San Francisco Apartment Loan Portfolio Sells For 64% of Face Value

by REIT Wrecks on January 3, 2010

Talk about a REIT Wreck. Landing head first in a rock pile would be a much better metaphor for the 2009 commercial real estate market than an explanation for my year-end absence. However, that’s exactly what happened in a biking accident early in November, and my right arm spent the waning days of 2009 bound up in an “immobilizer”. And while it could have been appropriate to begin my recovery with a post on Healthcare REITs, I thought the news coming out of San Francisco multi-family market was much more interesting.

As I noted in my last post, the San Francisco multi-family CMBS default rate rivals that of Detroit. However, the cause is not entirely due to a horrible economy, though Bay Area unemployment now exceeds many areas of the Midwest. In San Francisco, high default rates can be traced more directly to the ebullient capital markets of the boom years, coupled with the strong desire of many institutional lenders to get a piece of the previously impenetrable rock.

As everybody knows now, loose credit enabled many buyers to pay ever higher prices for assets whose cash flows weren’t entirely up to snuff. Combine that with a highly desirable market dominated by mom and pop landlords and their local banks, and you’ve got a recipe for trouble. These chickens are finally coming home to roost in San Francisco, but not in the way I would have expected.

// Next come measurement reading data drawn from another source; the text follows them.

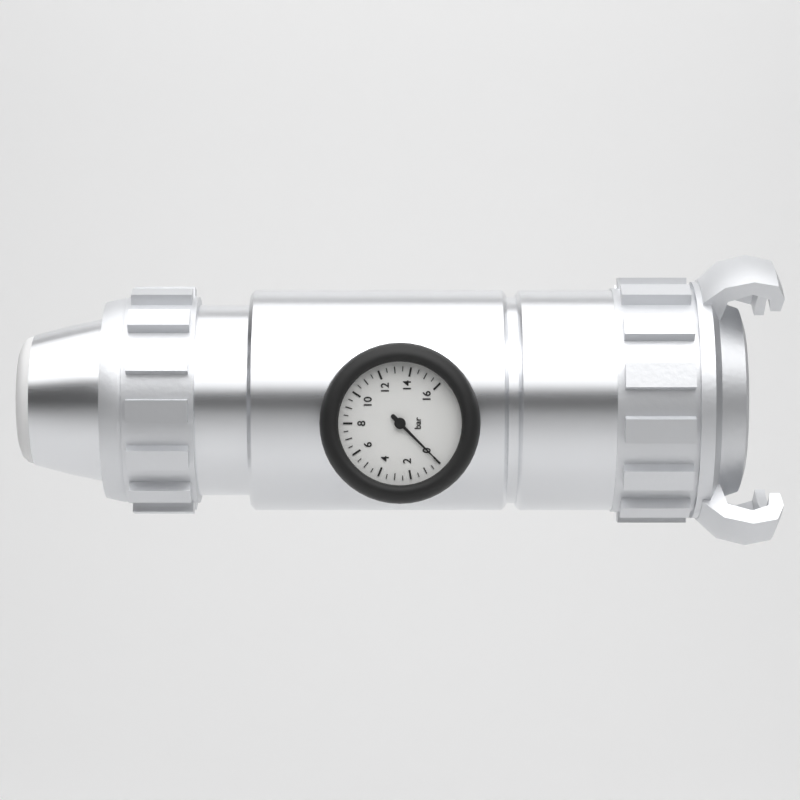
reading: 0.0 bar
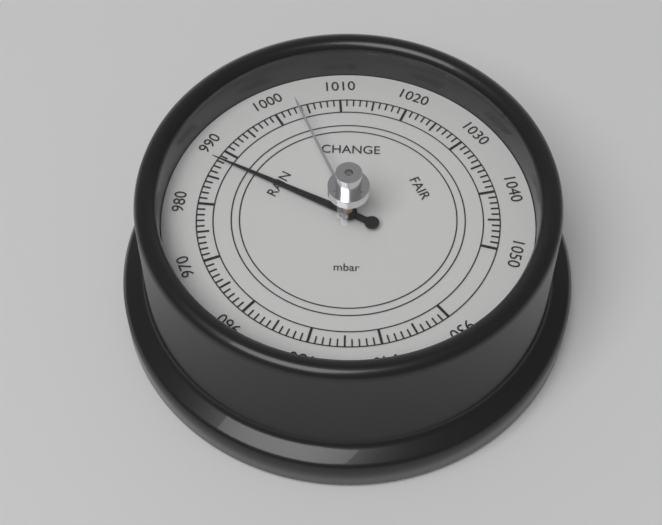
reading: 988 mbar
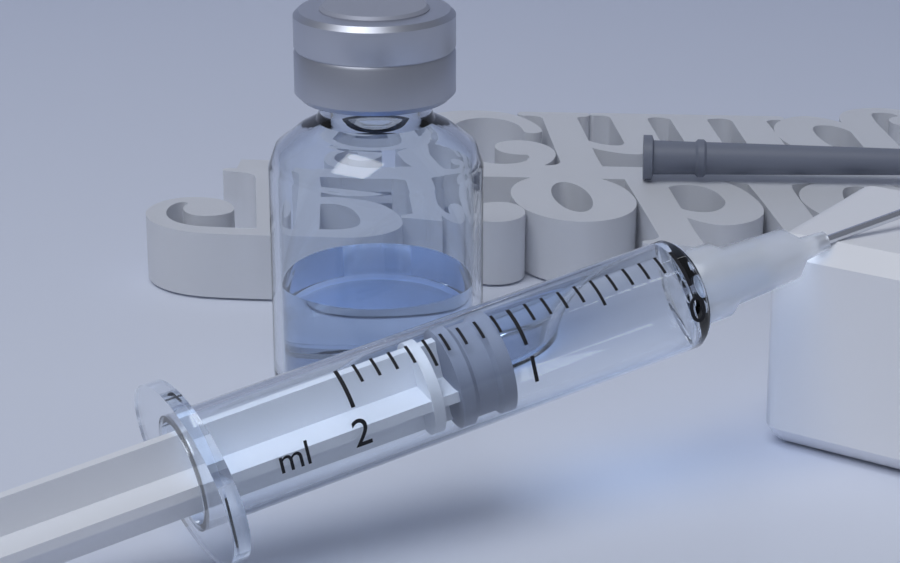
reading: 1.1 ml
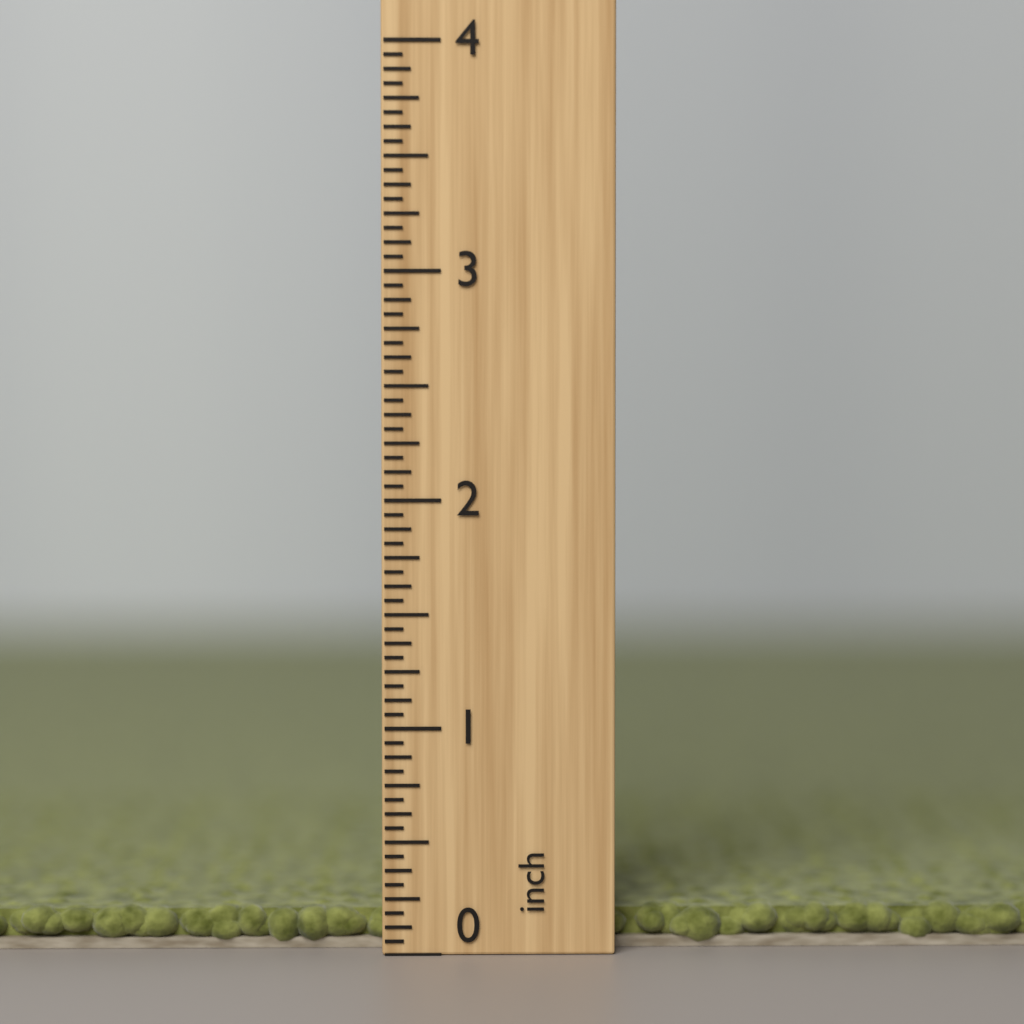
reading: 0.1875 inch
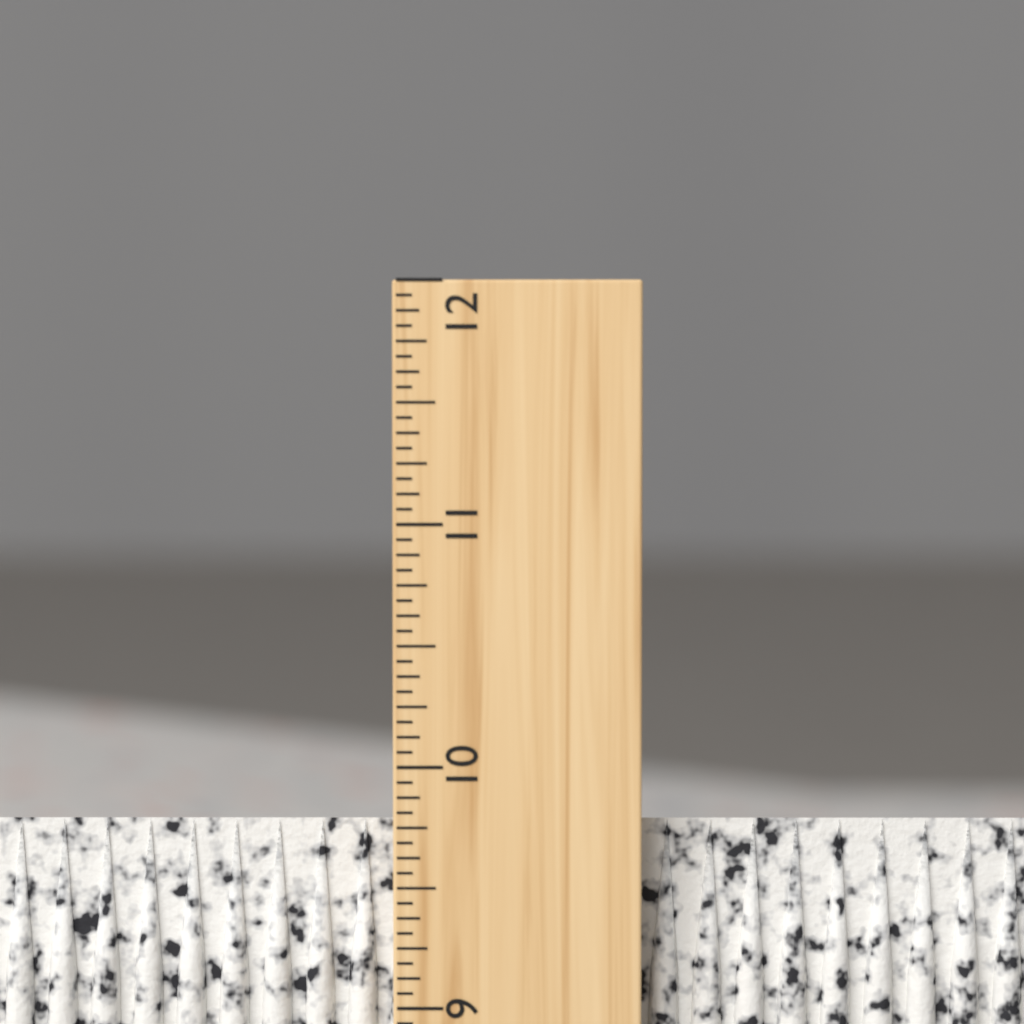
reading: 9.7500 inch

I love this graph from Moody’s, which illustrates how the traditional loan-to-value criteria became more and more relaxed during the boom. Moody’s estimated that the gap between its estimate of actual LTVs and underwritten CMBS LTVs reached a record in the first quarter of 2007 (nearly 45%). The Moody’s estimate of actual LTV also reached a record of 106.5%. Who needed equity when lenders would write you a check for more than the property was worth?

san francisco loan to value
It may have been the only thing they got right, but Moody’s warned at the time (Q3 2007) that “Junior classes have become exceedingly thin, exposing them to the risk that if one of the larger conduit loans defaults, several classes at a time may be entirely wiped out.”

However, Bank of America, UBS and Credit Suisse did not particularly care about the investors in the junior classes of the securities they were selling, only the fees they could earn from originating the loans and structuring the bonds. Armed with the ability to sell down their loan exposure to investors around the world, they marched into the San Francisco multi-family market with hundreds of millions of dollars in underwriting capacity.

In response, the San Francisco apartment market, which is still dominated by a few small local landlords trading 10 and 20 unit buildings, exploded.

san francisco multi-family sales

Much of the money was showered upon Walter Lembi, who used more than $1 billion in CMBS proceeds to purchase over 170 San Francisco apartment buildings between 2003 and 2008. In 2007, fully 75% of all San Francisco apartment trades were purchased by Lembi, who briefly became the largest private landlord in the city using OPM (Other Peoples Money). However, by late 2009 the tide had turned dramatically: Lembi overpaid and over 100 of these properties had either already been repossessed by lenders or were in the process of being repossessed.

The trouble is, not much seems to have changed. In the latest San Francisco apartment trade, a $37.4 million portfolio of non-performing loans owned by troubled Tamalpais Bank of San Rafael was sold to Coastal Capital for $24.1 million, or 64% of face value. For the 12 Lembi properties securing the loans, The $24.1 million purchase price equates to a capitalization rate of 7% on reported NOI.

What do these numbers really mean? It depends on how much faith you choose to place in the operating statements produced by Lembi, and how much trouble you expect while trying to get your hands on the actual deeds.

In addition to briefly becoming the largest private landlord in the city, Lembi is also known for trying to pass $300,000 in bad checks at Caesars Palace in Las Vegas, for systemically failing to refund security deposits, for an ability to ignore property taxes (this particular portfolio came complete with a $450,000 delinquent tax bill) and for using, shall we say, aggressive retenanting programs on rent-controlled buildings.

REIT Wrecks didn’t sign a $24.1 million purchase contract for a portfolio of non-peforming loans, but we did examine Lembi’s rent rolls and operating statements. Along with several co-conspirators, we may also have inspected the interiors and/or the roofs on 6 of the Tamalpais bank buildings on more than one or two occasions. In fact, while walking out the front door of 1895 Jefferson, the door knob might have fallen off in my hand.

At a 7 cap on reported NOI, with apartment rents in San Francisco still dropping and a borrower reknowned for being nasty, I would be amazed if the good folks at Coastal Capital didn’t encounter even more unpleasant surprises.